In less than a decade thereafter, most of the ULFA leaders and their counterparts in outfits such as National Democratic Front of Boroland and Dima Halam Daogah had either surrendered or had been caught.

Fillip to sports

The severest of Mr Gogoi’s critics agree the face of urban and rural Assam changed during his reign from 2001-2016. Among the projects were sports facilities that helped Assam host the 33rd National Games, albeit belatedly, and rejuvenating the golfing greens, some 20 of which are in expansive tea estates.

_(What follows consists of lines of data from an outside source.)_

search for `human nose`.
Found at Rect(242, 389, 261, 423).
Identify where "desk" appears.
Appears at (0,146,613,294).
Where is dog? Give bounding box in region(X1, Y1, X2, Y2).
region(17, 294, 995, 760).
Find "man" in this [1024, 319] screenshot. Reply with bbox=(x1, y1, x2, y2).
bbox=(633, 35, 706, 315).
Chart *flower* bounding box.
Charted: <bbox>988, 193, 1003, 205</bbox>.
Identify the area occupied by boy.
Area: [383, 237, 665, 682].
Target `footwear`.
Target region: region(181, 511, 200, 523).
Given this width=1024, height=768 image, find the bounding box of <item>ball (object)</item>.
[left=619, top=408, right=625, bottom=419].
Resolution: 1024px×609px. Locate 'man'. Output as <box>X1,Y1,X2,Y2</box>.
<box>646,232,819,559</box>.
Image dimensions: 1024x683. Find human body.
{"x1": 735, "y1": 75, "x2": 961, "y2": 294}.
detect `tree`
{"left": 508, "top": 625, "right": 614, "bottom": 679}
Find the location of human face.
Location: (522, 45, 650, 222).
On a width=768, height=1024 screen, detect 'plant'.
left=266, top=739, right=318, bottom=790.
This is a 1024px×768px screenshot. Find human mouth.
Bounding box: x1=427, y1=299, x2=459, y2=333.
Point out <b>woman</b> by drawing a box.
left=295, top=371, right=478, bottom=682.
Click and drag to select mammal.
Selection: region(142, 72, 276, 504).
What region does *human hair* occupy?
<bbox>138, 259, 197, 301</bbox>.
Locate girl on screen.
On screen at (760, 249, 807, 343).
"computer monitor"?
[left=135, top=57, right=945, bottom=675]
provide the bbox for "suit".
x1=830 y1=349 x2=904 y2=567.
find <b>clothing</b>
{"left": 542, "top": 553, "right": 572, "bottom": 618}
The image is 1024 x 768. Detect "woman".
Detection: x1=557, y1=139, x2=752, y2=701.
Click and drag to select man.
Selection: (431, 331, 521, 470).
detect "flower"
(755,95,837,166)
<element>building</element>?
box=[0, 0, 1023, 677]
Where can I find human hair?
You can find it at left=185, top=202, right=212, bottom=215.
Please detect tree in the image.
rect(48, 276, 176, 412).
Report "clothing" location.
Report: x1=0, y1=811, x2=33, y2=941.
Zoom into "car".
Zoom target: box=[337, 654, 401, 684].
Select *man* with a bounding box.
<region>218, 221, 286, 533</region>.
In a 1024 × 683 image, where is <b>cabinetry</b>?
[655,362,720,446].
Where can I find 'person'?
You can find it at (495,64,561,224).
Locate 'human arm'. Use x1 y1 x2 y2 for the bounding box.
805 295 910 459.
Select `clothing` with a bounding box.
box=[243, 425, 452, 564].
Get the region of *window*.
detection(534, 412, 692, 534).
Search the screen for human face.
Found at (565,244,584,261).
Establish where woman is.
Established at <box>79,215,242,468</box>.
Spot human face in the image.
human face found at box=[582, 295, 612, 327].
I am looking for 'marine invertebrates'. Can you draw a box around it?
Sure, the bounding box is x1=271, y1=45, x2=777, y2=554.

An avid golfer who rued missing teeing off regularly after becoming the CM, Mr Gogoi had once used the greens to underline why it was important to stay positive. “If you focus on the sand bunkers and water hurdles, you will never appreciate the view a course offers and always have a high handicap,” he had said during a promotional at a golf course near his hometown Jorhat.

“Tarun Gogoi was a people's leader who contributed greatly to Assam's political and public sphere. Even though we were rivals, we shared a wonderful rapport and he was a guiding figure,” Assam’s Chief Minister Sarbananda Sonowal said, adding that he would miss his predecessor’s endearing smile.

State Congress president Ripun Bora said Mr Gogoi left behind a vacuum that would be difficult to fill. Other party leaders agreed the upcoming Assembly polls would be a challenge for the Congress without Mr Gogoi as the “guiding light”.

Assam’s Finance and Health Minister Himanta Biswa Sarma, once Mr Gogoi’s most trusted lieutenant before falling out over the latter’s alleged bid to promote son and MP Gaurav Gogoi as his successor, said he had his differences with the former CM but it was difficult not to like him.

“He rescued Assam from a period of darkness and ensured a new phase of development while leading the State for 15 years,” Mr Sarma said.

Senior Congress leader Jairam Ramesh recalled Mr Gogoi as a “wonderful man, full of energy and ideas till the very last” but trusted people easily.

“I had in 2011 told him not to trust Himanta so much. He just laughed,” Mr Ramesh said.

The laugh, his contemporaries said, was typical of Mr Gogoi whose pet Assamese phrase was ‘baad diya hey’, meaning ‘forget it’.